The Power Jokers

SAN FRANCISCO (02/08/2000) - At the 1996 Democratic convention in Chicago, the only thing more titillating than Dick Morris' spectacularly sordid demise was The Smart Ass, a political fanzine that skewered Dems and GOPers alike. Where else would you find a sex-channel spoof called "RNC after Dark," featuring the hardbodied trio of Pat Buchanan, Ralph Reed and Ollie "I'm looking for more than a few good men" North?

What a difference the Internet makes. Today, dozens of political spoof sites litter the Web. Two of them are standouts: GWBush.com and YesRudy.com launched as mirror images of official sites run by George W. Bush and Rudy Giuliani, with deadpan indictments of the candidates replacing the original texts. Behind both satires is a digital agitprop outfit known as RTMark.

"With GWBush and YesRudy, we were able to focus on the corporate influence on politics," says Ray Thomas, an alias for one of the four pivotal members of RTMark. "One of our goals is to stir things up and get more engagement in the political process," adds Frank Guerrero, another alias. Their motive: Lampoon the powerful.

RTMark acts as a clearinghouse for art and activism. The site encourages collaborators to suggest creative anticorporate projects; the group then seeks out investors and workers, although Thomas estimates that only 20 percent of the projects posted need money to execute them. All members work under aliases, and some of the core members have never met each other.

Before entering politics, RTMark made a name for itself through the Barbie Liberation Organization, a wicked project that switched the voice boxes in over 300 Barbie and G.I. Joe dolls. Most recently, RTMark helped art site Etoy in its legal battle with retailer eToys.

Last April, when RTMark launched GWBush with programmer Zack Exley, the Bush camp went ballistic and issued a cease-and-desist letter.

"We like to embrace these cease-and-desist letters," says Guerrero. "They prove something is working." Less happy was Exley. While Bush's legal threats didn't worry him, Exley says he had "wanted to do a more straightforward parody." With RTMark's satirical mirror approach, Exley believed, "people were confused." In June 1999, Exley took over GWBush.

Then, as Thomas puts it, "a source with inner knowledge of the Giuliani campaign" told RTMark that Giuliani's Senate campaign team had failed to renew a YesRudy domain name it had earlier registered, and RTMark found a new cause.

At the time, the Republican candidate's official site, RudyYes, was "classic Giuliani one-way communication" says Guerrero.

RTMark designed a mirror site, alerted the media and waited for the Giuliani camp to bite. But Giuliani wasn't about to make the same mistake as Bush. As Bruce Teitelbaum, head of Giuliani's exploratory committee told the Village Voice: "There's nothing we can do to stop people parodying our site."

Six months later, YesRudy is still being refined by RTMark. And with the New York Senate campaign heating up, it won't lack for material.

Matthew Yeomans is a columnist for TheStandard.com.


Try it:
From the line containing "The height and width of the screenshot is (722, 1446)." to the final line of the entries, every line is to be reproduced exactly; no other line belongs in the output.

(Saved data entries)
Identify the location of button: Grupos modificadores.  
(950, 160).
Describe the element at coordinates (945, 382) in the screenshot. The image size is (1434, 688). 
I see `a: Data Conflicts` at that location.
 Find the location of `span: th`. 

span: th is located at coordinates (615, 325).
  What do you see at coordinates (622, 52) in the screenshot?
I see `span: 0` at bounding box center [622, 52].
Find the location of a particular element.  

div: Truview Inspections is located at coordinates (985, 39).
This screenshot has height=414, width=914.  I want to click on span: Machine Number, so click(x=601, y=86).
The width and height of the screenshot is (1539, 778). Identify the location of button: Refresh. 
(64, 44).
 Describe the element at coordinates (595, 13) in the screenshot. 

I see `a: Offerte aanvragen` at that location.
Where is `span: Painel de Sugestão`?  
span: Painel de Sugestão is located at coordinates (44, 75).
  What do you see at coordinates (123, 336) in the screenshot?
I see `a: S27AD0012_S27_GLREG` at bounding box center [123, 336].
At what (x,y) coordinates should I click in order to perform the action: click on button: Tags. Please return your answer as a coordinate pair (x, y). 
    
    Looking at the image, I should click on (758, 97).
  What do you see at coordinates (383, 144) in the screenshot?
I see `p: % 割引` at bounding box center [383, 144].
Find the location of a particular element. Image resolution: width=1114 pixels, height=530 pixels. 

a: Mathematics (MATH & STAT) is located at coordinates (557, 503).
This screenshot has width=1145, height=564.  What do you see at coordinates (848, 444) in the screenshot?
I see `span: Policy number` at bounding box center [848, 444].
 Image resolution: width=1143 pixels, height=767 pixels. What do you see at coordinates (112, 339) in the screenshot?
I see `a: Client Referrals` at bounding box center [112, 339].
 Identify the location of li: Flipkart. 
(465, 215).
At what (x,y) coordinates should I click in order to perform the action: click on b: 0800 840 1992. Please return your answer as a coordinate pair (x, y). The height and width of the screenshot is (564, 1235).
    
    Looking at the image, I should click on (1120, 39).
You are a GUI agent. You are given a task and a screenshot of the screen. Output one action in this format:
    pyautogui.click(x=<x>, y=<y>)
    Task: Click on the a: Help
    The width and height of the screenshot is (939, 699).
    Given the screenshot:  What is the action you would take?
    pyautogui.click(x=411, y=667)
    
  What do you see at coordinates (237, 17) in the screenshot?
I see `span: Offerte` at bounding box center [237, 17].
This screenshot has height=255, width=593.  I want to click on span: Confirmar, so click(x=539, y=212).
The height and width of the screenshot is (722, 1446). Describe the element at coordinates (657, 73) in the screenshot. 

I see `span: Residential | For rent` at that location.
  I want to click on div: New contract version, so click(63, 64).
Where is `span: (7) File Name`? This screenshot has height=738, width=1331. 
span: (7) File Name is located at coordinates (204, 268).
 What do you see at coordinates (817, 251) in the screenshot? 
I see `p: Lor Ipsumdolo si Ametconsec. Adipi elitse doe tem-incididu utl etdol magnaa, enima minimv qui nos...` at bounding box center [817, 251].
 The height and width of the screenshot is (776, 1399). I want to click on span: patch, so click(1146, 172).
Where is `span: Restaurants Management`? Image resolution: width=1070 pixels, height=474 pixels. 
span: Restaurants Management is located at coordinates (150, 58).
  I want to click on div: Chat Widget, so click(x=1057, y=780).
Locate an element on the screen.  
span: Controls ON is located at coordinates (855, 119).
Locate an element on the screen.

Answer for this exercise:
The height and width of the screenshot is (722, 1446). Describe the element at coordinates (657, 73) in the screenshot. 

I see `span: Residential | For rent` at that location.
  I want to click on div: New contract version, so click(63, 64).
Where is `span: (7) File Name`? This screenshot has height=738, width=1331. 
span: (7) File Name is located at coordinates (204, 268).
 What do you see at coordinates (817, 251) in the screenshot? 
I see `p: Lor Ipsumdolo si Ametconsec. Adipi elitse doe tem-incididu utl etdol magnaa, enima minimv qui nos...` at bounding box center [817, 251].
 The height and width of the screenshot is (776, 1399). I want to click on span: patch, so click(1146, 172).
Where is `span: Restaurants Management`? Image resolution: width=1070 pixels, height=474 pixels. 
span: Restaurants Management is located at coordinates (150, 58).
  I want to click on div: Chat Widget, so click(x=1057, y=780).
Locate an element on the screen.  
span: Controls ON is located at coordinates (855, 119).
Locate an element on the screen.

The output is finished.